29 October 2017

I’ve done the comparative listening that what I have in my collection allowed me to do and completed, at least temporarily, my Ibert review. Much to my surprise, I did not have any alternative recording of the quite popular Saxophone concerto – but did have two of the fairly unknown (and marvelous) Cello Concerto. Well, that’ll change soon: go to Amazon, look for what’s attractive and cheap, and clic!

I’ve much enjoyed doing the comparative recording. Ibert’s music isn’t profound but it’s very entertaining, witty, and sometimes even poetic. And great cadenzas in the Cello Concerto, reminiscent in places of Kodaly’s Solo Cello Sonata (also an observation made with the cadenza in Honegger’s Cello Concerto, a composition very similar in mood to Ibert’s, although the cadenza was written not by the composer but by his premiere performer Maurice Maréchal). So here it is, Jacques Ibert: Concerto pour violoncelle, Capriccio, Concertino da Camera, Trois Pièces brèves, Le Jardinier de Samos. Sonia Wieder-Atherton, Daniel Gremelle, Ensemble Erwartung, Bernard Desgraupes. Adda 581262

There was an eBay offer coming up this morning of EMI’s Martha Argerich Edition Chamber Music, 094014-2 (2011), barcode 5099909401426 (8 CDs), so I researched what that compilation might be: new stuff or simply reissues from EMI’s catalog? Turns out it’s all reissues, most selected from EMI’s Martha Argerich & Friends live from Lugano series (from which I already had a number of sets), and some from EMI’s Martha Argerich “Music from Saratoga” series. So better go to the sources, and I profited from Amazon’s cheap prices to add some more to my collection of Argerich Lugano sets.

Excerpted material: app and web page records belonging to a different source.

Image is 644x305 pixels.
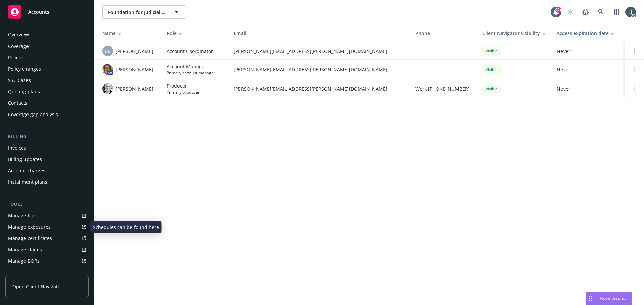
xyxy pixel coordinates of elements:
[8,64,41,74] div: Policy changes
[482,85,501,93] div: Visible
[28,9,49,15] span: Accounts
[5,3,88,22] a: Accounts
[594,5,607,19] a: Search
[557,30,619,37] div: Access expiration date
[8,165,45,176] div: Account charges
[167,30,223,37] div: Role
[557,47,619,55] span: Never
[5,222,88,233] a: Manage exposures
[579,5,592,19] a: Report a Bug
[234,86,404,92] span: [PERSON_NAME][EMAIL_ADDRESS][PERSON_NAME][DOMAIN_NAME]
[8,245,42,255] div: Manage claims
[102,30,156,37] div: Name
[8,41,29,51] div: Coverage
[5,154,88,165] a: Billing updates
[557,66,619,73] span: Never
[5,64,88,74] a: Policy changes
[556,7,561,13] div: 99+
[5,210,88,221] a: Manage files
[564,5,577,19] a: Start snowing
[5,177,88,188] a: Installment plans
[8,177,47,188] div: Installment plans
[8,109,58,120] div: Coverage gap analysis
[108,9,166,16] span: Foundation for Judicial Education
[8,98,27,108] div: Contacts
[167,90,199,95] span: Primary producer
[234,30,404,37] div: Email
[5,267,88,278] a: Summary of insurance
[8,210,37,221] div: Manage files
[102,64,113,75] img: photo
[234,47,404,55] span: [PERSON_NAME][EMAIL_ADDRESS][PERSON_NAME][DOMAIN_NAME]
[5,87,88,97] a: Quoting plans
[5,30,88,40] a: Overview
[8,256,39,267] div: Manage BORs
[557,86,619,92] span: Never
[5,41,88,51] a: Coverage
[5,143,88,153] a: Invoices
[5,256,88,267] a: Manage BORs
[610,5,623,19] a: Switch app
[5,133,88,140] div: Billing
[5,109,88,120] a: Coverage gap analysis
[482,47,501,55] div: Visible
[625,7,636,18] img: photo
[5,52,88,63] a: Policies
[5,98,88,108] a: Contacts
[5,201,88,208] div: Tools
[585,292,632,305] button: Nova Assist
[8,30,29,40] div: Overview
[5,75,88,86] a: SSC Cases
[5,245,88,255] a: Manage claims
[586,292,594,304] div: Drag to move
[8,143,26,153] div: Invoices
[5,233,88,244] a: Manage certificates
[8,87,40,97] div: Quoting plans
[116,66,153,73] span: [PERSON_NAME]
[167,47,213,55] span: Account Coordinator
[8,75,31,86] div: SSC Cases
[8,154,42,165] div: Billing updates
[167,63,215,70] span: Account Manager
[8,233,52,244] div: Manage certificates
[8,267,59,278] div: Summary of insurance
[234,66,404,73] span: [PERSON_NAME][EMAIL_ADDRESS][PERSON_NAME][DOMAIN_NAME]
[415,30,472,37] div: Phone
[482,30,546,37] div: Client Navigator visibility
[599,295,626,301] span: Nova Assist
[116,86,153,92] span: [PERSON_NAME]
[105,47,110,55] span: LL
[116,47,153,55] span: [PERSON_NAME]
[482,66,501,74] div: Visible
[8,52,25,63] div: Policies
[167,82,199,90] span: Producer
[102,83,113,94] img: photo
[167,70,215,76] span: Primary account manager
[8,222,51,233] div: Manage exposures
[415,86,469,92] span: Work [PHONE_NUMBER]
[5,165,88,176] a: Account charges
[13,283,62,290] span: Open Client Navigator
[102,5,186,19] button: Foundation for Judicial Education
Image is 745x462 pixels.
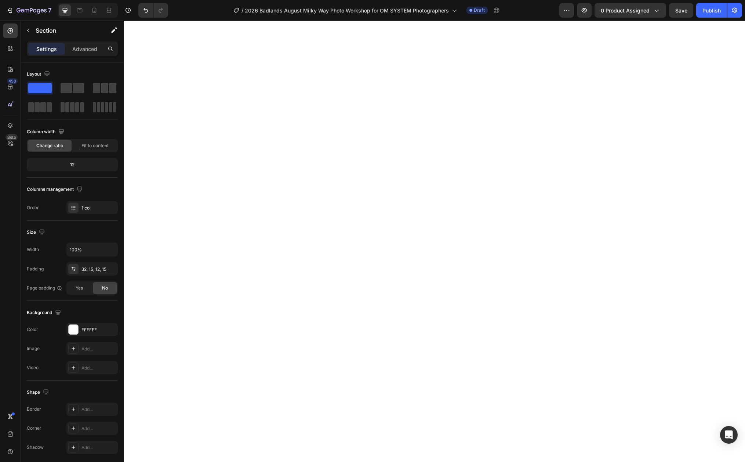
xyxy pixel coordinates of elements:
p: Section [36,26,96,35]
div: Shadow [27,444,44,451]
div: Page padding [27,285,62,292]
div: Order [27,205,39,211]
div: Layout [27,69,51,79]
div: Undo/Redo [138,3,168,18]
div: Border [27,406,41,413]
div: 1 col [82,205,116,211]
iframe: Design area [124,21,745,462]
button: Save [669,3,694,18]
div: Color [27,326,38,333]
div: Shape [27,388,50,398]
span: Save [676,7,688,14]
button: Publish [697,3,727,18]
span: Fit to content [82,142,109,149]
div: Video [27,365,39,371]
div: Columns management [27,185,84,195]
span: 0 product assigned [601,7,650,14]
div: Column width [27,127,66,137]
div: Beta [6,134,18,140]
div: Add... [82,346,116,352]
div: Add... [82,365,116,372]
div: Image [27,346,40,352]
span: Change ratio [36,142,63,149]
div: 12 [28,160,116,170]
div: 450 [7,78,18,84]
div: Publish [703,7,721,14]
div: 32, 15, 12, 15 [82,266,116,273]
div: Add... [82,426,116,432]
span: Yes [76,285,83,292]
button: 0 product assigned [595,3,666,18]
div: Open Intercom Messenger [720,426,738,444]
div: Add... [82,406,116,413]
span: No [102,285,108,292]
span: 2026 Badlands August Milky Way Photo Workshop for OM SYSTEM Photographers [245,7,449,14]
span: / [242,7,243,14]
p: 7 [48,6,51,15]
div: Corner [27,425,41,432]
div: Padding [27,266,44,272]
button: 7 [3,3,55,18]
p: Advanced [72,45,97,53]
p: Settings [36,45,57,53]
div: Width [27,246,39,253]
div: Size [27,228,46,238]
span: Draft [474,7,485,14]
div: Add... [82,445,116,451]
input: Auto [67,243,117,256]
div: Background [27,308,62,318]
div: FFFFFF [82,327,116,333]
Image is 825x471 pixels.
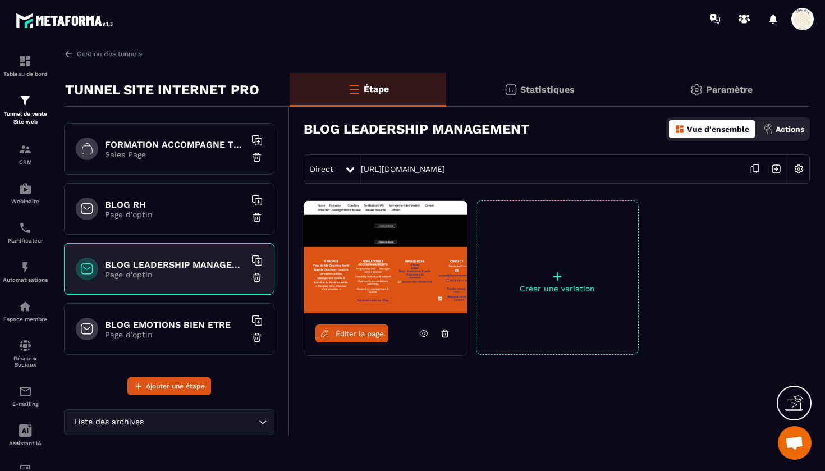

I didn’t have in my collection the Music from Saratoga CD with Argerich joining Itzhak Perlman to play Franck’s Sonata and Beethoven’s Kreutzer – a live recording from 1998 which gets rave reviews online – but then I remembered that I had borrowed it from the library some years ago and reviewed it on Amazon – negatively. In Franck’s Sonata (I haven’t listened as thoroughly yet to Beethoven’s Kreutzer), Argerich is just over the top, she fusses, distorts the flow of the music, tries so hard to make a personal statement (“hey! listen! it’s me! you know: ME!” – very appropriate that she should get top billing on the CD cover) that she forgets the simplicity of the music. She reminds me here of what Anne-Sophie Mutter often does at the fiddle.

Anyway, I took the occasion to import the review from Amazon. It’s here.

28 October 2017

A wonderful anecdote about Lucien Durosoir (about my enthusiastic discovery of this entirely unknown French composer of the generation of Ravel, see my blog post of October 11, and my review of his string quartets). I had lunch today with dear old friends, he a composer, she not particularly a music person. So we spent a long French lunch (but it’s Saturday, okay?) chit-chatting about this and that. Now, in the wake of my discovery of Durosoir’s quartets, I had ordered and have received the CD of his works for violin and piano, and I’ve been listening to it, first in an unconcentrated, “dipping into it” manner, in the car. First impression: fabulous music, confirming my enthusiasm for Durosoir. It strongly evokes the violin-piano music of George Enesco – and that’s a huge compliment coming from me, because I think Enesco’s violin-piano music is fabulous. Can’t wait to lend Durosoir’s violin-piano works a true concentrated listen and write a review.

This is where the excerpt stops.